■ Your instructions
Nothing but the lines from the one containing "Describe the element" to the end of the records that follow should be transcribed, each exactly, with the pictures left out.

═════ Supplied records ═════

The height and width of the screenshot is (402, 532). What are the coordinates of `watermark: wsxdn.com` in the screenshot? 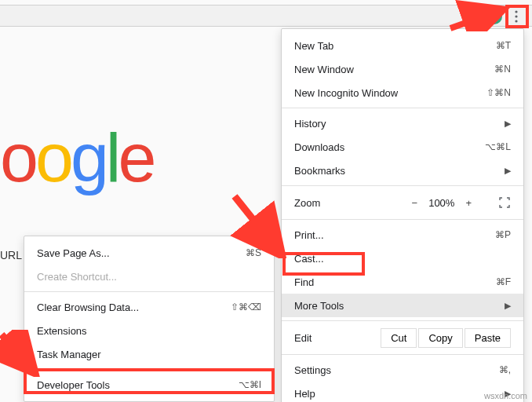 It's located at (505, 396).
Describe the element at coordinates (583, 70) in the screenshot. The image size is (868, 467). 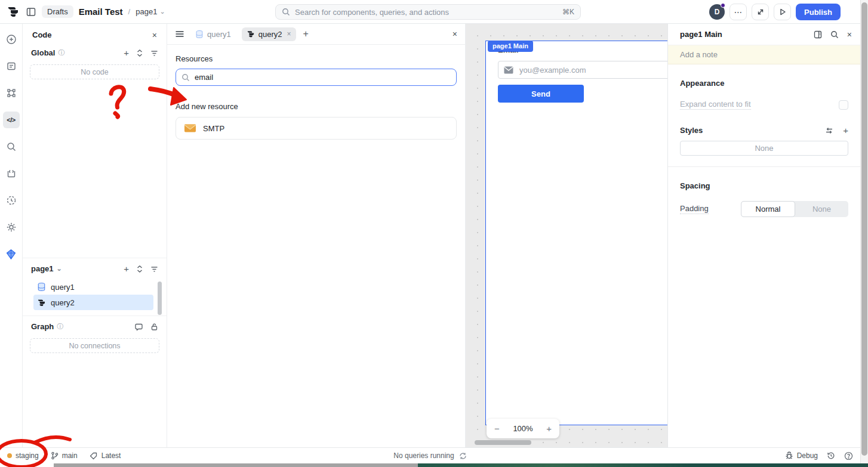
I see `email-input: you@example.com` at that location.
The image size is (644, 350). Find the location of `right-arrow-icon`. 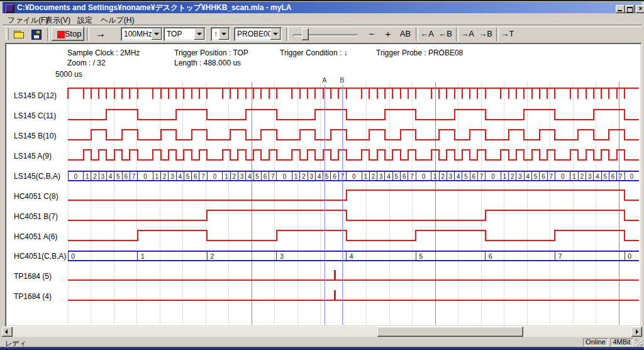

right-arrow-icon is located at coordinates (637, 332).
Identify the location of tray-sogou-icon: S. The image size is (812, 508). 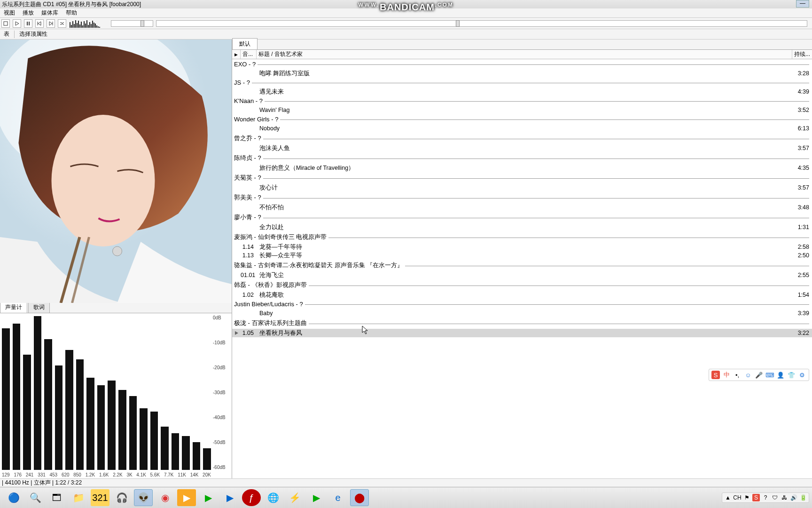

═════

■ Result for this task
Describe the element at coordinates (583, 70) in the screenshot. The image size is (868, 467). 
I see `email-input: you@example.com` at that location.
The image size is (644, 350). Find the location of `right-arrow-icon`. 

right-arrow-icon is located at coordinates (637, 332).
Identify the location of tray-sogou-icon: S. The image size is (812, 508). 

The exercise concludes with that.